Nokia's strategic collaboration with NVIDIA represents a milestone in the deep integration of the telecommunications and computing industries. NVIDIA made a $1 billion strategic investment in Nokia, acquiring a 2.9% stake, and the two companies jointly developed the AI-RAN (Radio Access Network) platform based on NVIDIA's CUDA architecture. This platform integrates NVIDIA's Aerial RAN Computer Pro acceleration chips with Nokia's 5G/6G software stack, enabling operators to seamlessly transition from 5G-Advanced to 6G through software upgrades.

The collaboration focuses on embedding AI into the telecommunications protocol stack. NVIDIA founder Jensen Huang stated, "AI-RAN will reconstruct telecommunications infrastructure, enabling networks with adaptive resource allocation capabilities." Test data shows that 6G base stations equipped with AI-RAN can dynamically adjust beamforming parameters, improving edge user rates by 40% in dense urban scenarios while reducing air interface latency to below 1 millisecond. T-Mobile US plans to initiate field validation in 2026, focusing on low-latency, high-reliability scenarios such as autonomous driving and industrial robotics.

Nokia's "Generative Agent Simulation Training Platform for Embodied Intelligence (NGAST)," unveiled at the 2025 World Internet Conference, won the Leading Technology Award. This platform enhances humanoid robot training efficiency by 300% through industrial scenario data modeling and thousand-fold data augmentation techniques, enabling flexible production line deployment and high-risk operation substitution in automotive manufacturing.

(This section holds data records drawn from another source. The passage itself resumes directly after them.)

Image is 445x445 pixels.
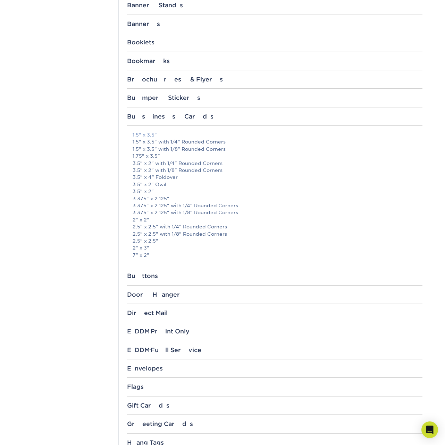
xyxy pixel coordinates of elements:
[127,328,422,335] div: EDDM Print Only
[133,245,149,251] a: 2" x 3"
[127,39,422,46] div: Booklets
[127,402,422,409] div: Gift Cards
[150,349,151,352] small: ®
[133,174,178,180] a: 3.5" x 4" Foldover
[2,424,59,443] iframe: Google Customer Reviews
[133,238,158,244] a: 2.5" x 2.5"
[127,273,422,280] div: Buttons
[133,253,149,258] a: 7" x 2"
[133,182,166,187] a: 3.5" x 2" Oval
[127,94,422,101] div: Bumper Stickers
[127,20,422,27] div: Banners
[133,132,157,138] a: 1.5" x 3.5"
[127,365,422,372] div: Envelopes
[133,231,227,237] a: 2.5" x 2.5" with 1/8" Rounded Corners
[127,58,422,65] div: Bookmarks
[127,76,422,83] div: Brochures & Flyers
[127,421,422,428] div: Greeting Cards
[127,291,422,298] div: Door Hanger
[127,347,422,354] div: EDDM Full Service
[133,139,225,145] a: 1.5" x 3.5" with 1/4" Rounded Corners
[133,189,154,194] a: 3.5" x 2"
[133,203,238,208] a: 3.375" x 2.125" with 1/4" Rounded Corners
[133,161,222,166] a: 3.5" x 2" with 1/4" Rounded Corners
[133,146,225,152] a: 1.5" x 3.5" with 1/8" Rounded Corners
[133,196,169,202] a: 3.375" x 2.125"
[127,2,422,9] div: Banner Stands
[133,224,227,230] a: 2.5" x 2.5" with 1/4" Rounded Corners
[421,422,438,438] div: Open Intercom Messenger
[127,113,422,120] div: Business Cards
[127,384,422,391] div: Flags
[133,153,160,159] a: 1.75" x 3.5"
[133,217,149,223] a: 2" x 2"
[150,330,151,333] small: ®
[133,168,222,173] a: 3.5" x 2" with 1/8" Rounded Corners
[127,310,422,317] div: Direct Mail
[133,210,238,215] a: 3.375" x 2.125" with 1/8" Rounded Corners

A collaboration case with SAIC General Motors demonstrated that the NGAST platform improved welding robot adaptability to complex surfaces to an impressive 0.02 millimeters, a 50% enhancement over traditional solutions. In hazardous material handling scenarios, robots autonomously planned paths using reinforcement learning models, reducing human intervention time by 70%. Nokia Bell CEO Cheng Gang stated, "We are integrating 6G's integrated communication, sensing, computing, and intelligence capabilities into industrial operations, with plans to deploy 200 intelligent agent solutions across 10 industries in the next three years."

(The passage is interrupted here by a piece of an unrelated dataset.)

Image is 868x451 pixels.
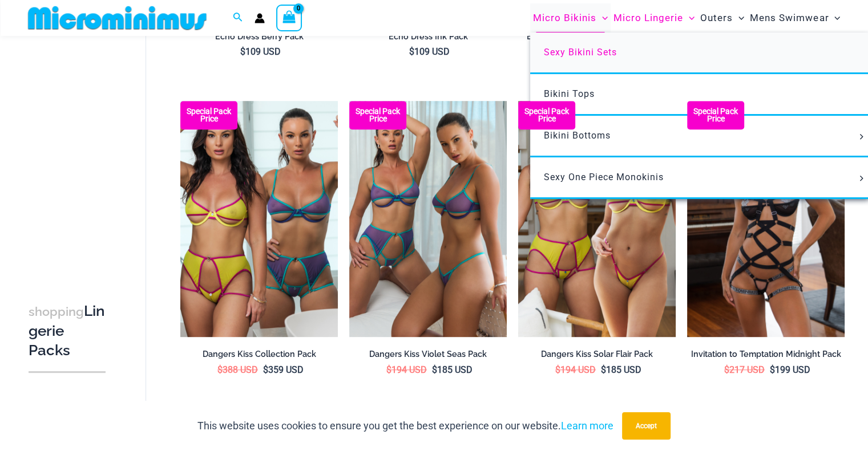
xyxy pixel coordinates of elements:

According to Omdia forecasts, the market for 6G and edge AI integration will exceed $500 billion by 2030. Nokia has outlined a clear roadmap: initiating 6G pre-commercial deployment in 2027, releasing the first 6G standard in 2028, and achieving full commercialization by 2030. Its goal is to capture 30% of the global 6G market share and reshape the telecommunications industry's value distribution.

From a mobile phone empire to a telecommunications "invisible champion" (hidden champion), Nokia's transformation journey underscores the principle that "technological depth determines industrial stature." At the crossroads of 6G and AI, this century-old enterprise is pushing physical limits through foundational innovations and reshaping industry rules through ecological collaboration.